Lilo & Stitch: Live-Action Lilo Remake Feels Stitched Together
By Chris Knight
Rating: C+
Disney’s Lilo & Stitch is about a dangerous alien lifeform that escapes from its creators, arrives on a backward planet and charms the inhabitants. Which is not a bad metaphor for Disney itself. It continues to remake hand-drawn animated classics as bloated live-action spectacles, hoping a nostalgic moviegoing public will continue to greet them with open arms and wallets.
The tactic has achieved mixed results to date. Disney’s latest, based on its very first animated feature, 1937’s Snow White and the Seven Dwarves, arrived in March to middling reviews and so-so box office numbers. The Little Mermaid was a box office hit in 2023, but astute observers noted that it failed to prove why it was needed. And in 2019, Tim Burton’s weird Dumbo failed to take flight, delivering more dumb than “Oh!”
Which brings us to Lilo & Stitch. Released in 2002, in the waning days of Disney’s hand-drawn animated feature productions, it delighted audiences and critics alike, and placed 14th at the box office that year — not bad when you consider it was up against the latest chapters of Star Wars, Harry Potter, James Bond, Men in Black, Austin Powers and The Lord of the Rings.
Its live-action remake is, to quote a famous saying about the planet on which it takes place, “mostly harmless.” Maia Kealoha stars as Lilo Pelekai, a six-year-old orphaned Hawaiian girl with a mean streak almost as bad as that of the visiting alien.
Chris Sanders, who created Stitch and directed the original movie, returns to voice the CG-generated version in this one. And Sydney Agudong plays Nani, Lilo’s older sister and de factor parent, providing whatever emotional heavy lifting the film requires.
There’s also some nice continuity in the form of Tia Carrere, who voiced the original Nani and returns here as a social worker. The first film’s social worker, Cobra Bubbles (voiced by Ving Rhames), is now Courtney B. Vance playing a CIA operative. (Because you can’t spell “social worker” without CIA.)
If you know the original, there’s little in the way of surprises here. Stitch, designed as a walking weapon of mass destruction, escapes a galactic tribunal and arrives on Earth, where he hopes to avoid capture by using Lilo as a human shield. Of course, the kid’s heartfelt feelings about family (or ‘ohana in Hawaiian) eventually convince Stitch that it’s better to belong than to destroy.
Fans will be happy to note that the new movie retains some of the Elvis references of the original, and that the pacing keeps its speedy, cartoon clip, although it still manages to clock in at 108 minutes, against the original’s 85.
My biggest complaint is that the movie imagines you can revive someone with a car battery if the defibrillator fails to do its job, but I’m here to say that the 12 volts under the hood are no match for professional life-saving equipment. I can’t find much else to fault about the film, except that it didn’t need remaking in the first place.
But try telling that to Disney, which has Moana coming out next summer — the first of the CG-animation-into-live-action remakes! — followed by The Aristocats, Hercules and Bambi. Oh deer.
Lilo & Stitch. Directed by Dean Fleischer Camp. Starring Maia Kealoha, Sydney Agudong, and Chris Sanders. Opens May 23 in cinemas.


_TASK DETAILS_
Line by line, please look for the word "item" in the following records, then copy each line you find it in.

_DATA FOR PROCESSING_
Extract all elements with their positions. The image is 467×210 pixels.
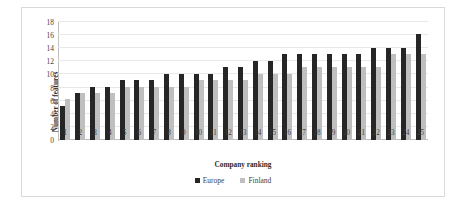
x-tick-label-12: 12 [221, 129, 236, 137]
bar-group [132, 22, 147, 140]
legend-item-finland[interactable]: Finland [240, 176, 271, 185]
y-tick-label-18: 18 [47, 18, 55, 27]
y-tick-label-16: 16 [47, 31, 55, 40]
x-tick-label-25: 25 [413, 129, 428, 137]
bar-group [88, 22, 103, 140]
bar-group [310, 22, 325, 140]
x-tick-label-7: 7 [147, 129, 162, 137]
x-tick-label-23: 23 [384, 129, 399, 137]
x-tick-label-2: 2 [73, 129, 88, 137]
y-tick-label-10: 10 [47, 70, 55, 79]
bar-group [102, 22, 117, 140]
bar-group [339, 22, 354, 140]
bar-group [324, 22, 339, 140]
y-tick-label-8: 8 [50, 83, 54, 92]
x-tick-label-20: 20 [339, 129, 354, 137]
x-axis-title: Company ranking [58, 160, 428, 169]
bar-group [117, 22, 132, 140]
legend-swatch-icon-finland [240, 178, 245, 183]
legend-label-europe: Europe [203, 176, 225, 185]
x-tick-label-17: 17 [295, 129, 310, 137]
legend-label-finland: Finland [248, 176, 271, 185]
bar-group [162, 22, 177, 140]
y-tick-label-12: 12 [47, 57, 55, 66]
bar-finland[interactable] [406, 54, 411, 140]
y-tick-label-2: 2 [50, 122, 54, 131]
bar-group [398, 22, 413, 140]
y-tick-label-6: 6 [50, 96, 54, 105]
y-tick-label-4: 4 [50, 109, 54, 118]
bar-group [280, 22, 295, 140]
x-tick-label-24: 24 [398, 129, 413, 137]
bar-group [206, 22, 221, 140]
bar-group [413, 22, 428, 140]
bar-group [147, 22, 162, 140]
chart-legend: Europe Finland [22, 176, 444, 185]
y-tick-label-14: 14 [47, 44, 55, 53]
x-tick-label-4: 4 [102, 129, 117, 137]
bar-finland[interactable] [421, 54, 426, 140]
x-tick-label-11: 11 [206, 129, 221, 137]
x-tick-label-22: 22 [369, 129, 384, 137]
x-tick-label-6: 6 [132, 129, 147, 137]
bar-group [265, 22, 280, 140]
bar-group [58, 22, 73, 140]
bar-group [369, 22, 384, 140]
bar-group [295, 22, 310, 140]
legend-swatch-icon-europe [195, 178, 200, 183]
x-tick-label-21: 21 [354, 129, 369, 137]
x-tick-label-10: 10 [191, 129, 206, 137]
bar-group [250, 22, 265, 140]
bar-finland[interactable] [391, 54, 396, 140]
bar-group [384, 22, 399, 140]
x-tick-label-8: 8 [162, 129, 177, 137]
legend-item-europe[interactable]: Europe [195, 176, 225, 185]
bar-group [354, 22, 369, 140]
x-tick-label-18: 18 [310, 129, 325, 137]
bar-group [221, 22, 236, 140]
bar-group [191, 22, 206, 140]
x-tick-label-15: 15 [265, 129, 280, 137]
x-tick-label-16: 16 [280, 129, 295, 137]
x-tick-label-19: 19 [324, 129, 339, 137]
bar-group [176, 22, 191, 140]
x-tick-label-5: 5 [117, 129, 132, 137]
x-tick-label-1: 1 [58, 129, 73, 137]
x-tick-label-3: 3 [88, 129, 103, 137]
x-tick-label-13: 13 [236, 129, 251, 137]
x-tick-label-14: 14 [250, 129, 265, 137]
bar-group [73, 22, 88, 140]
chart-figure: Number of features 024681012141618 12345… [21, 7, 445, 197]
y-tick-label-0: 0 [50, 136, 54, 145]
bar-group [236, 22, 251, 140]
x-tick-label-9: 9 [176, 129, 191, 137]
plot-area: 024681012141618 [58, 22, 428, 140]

_ANSWER AREA_
legend-item-finland[interactable]: Finland [240, 176, 271, 185]
legend-item-europe[interactable]: Europe [195, 176, 225, 185]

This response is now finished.